Lametasaurus (; ), is a chimeric genus of dinosaur known from the Lameta Formation of Jabalpur, India. The type species is L. indicus. The weight estimate of Lametasaurus, on the basis of the robust tibia, is , similar morphology can be seen in the tibia of Pycnonemosaurus, which indicates similar weight estimates.
Lametasaurus (; ), is a chimeric genus of dinosaur known from the Lameta Formation of Jabalpur, India. The type species is L. indicus. The weight estimate of Lametasaurus, on the basis of the robust tibia, is , similar morphology can be seen in the tibia of Pycnonemosaurus, which indicates similar weight estimates.
==History of discovery== Between October 1917 and 1919 Charles Alfred Matley excavated fossils near Jabalpur. In 1921 he reported the find in the "Carnosaur Bed" of what he considered to be two megalosaurians, theropod dinosaurs. In 1923/1924 he named one of these as the type species Lametasaurus indicus. The generic name refers to the Lameta Formation, dating from the Maastrichtian, the specific name refers to India. However, Matley no longer identified it as a theropod but as a member of the Stegosauria instead, which concept at the time also included the armoured dinosaurs today assigned to the Ankylosauria; at first Matley had seen it as a stegosaurian in the modern sense and even intended to name it as a species of Omosaurus. The type specimen consisted of a number of dermal scutes, a sacrum of at least five sacral vertebrae( in length), a pair of ilium(left ilium is in length with the acetabular portion, including the pubic and ischial processes, being about long and wide), a tibia( cm long with the distal breadth being ) and teeth. In 1933 Matley and Friedrich von Huene described some more remains collected by Barnum Brown, thought to have been part of a tail club; later this was shown to be a large osteoderm.
Discovered by embedding cosine similarity (sentence-transformers MiniLM, 384-dim).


| About this exercise |
The records that follow are to be transcribed word for word.

| Exercise inputs |
────────────────────────────────────────
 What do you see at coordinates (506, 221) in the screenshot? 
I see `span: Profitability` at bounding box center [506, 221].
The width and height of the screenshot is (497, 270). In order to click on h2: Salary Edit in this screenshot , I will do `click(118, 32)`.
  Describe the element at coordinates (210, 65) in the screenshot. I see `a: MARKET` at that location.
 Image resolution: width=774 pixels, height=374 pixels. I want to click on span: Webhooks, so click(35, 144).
────────────────────────────────────────
| Task solution |
 What do you see at coordinates (506, 221) in the screenshot? 
I see `span: Profitability` at bounding box center [506, 221].
The width and height of the screenshot is (497, 270). In order to click on h2: Salary Edit in this screenshot , I will do `click(118, 32)`.
  Describe the element at coordinates (210, 65) in the screenshot. I see `a: MARKET` at that location.
 Image resolution: width=774 pixels, height=374 pixels. I want to click on span: Webhooks, so click(35, 144).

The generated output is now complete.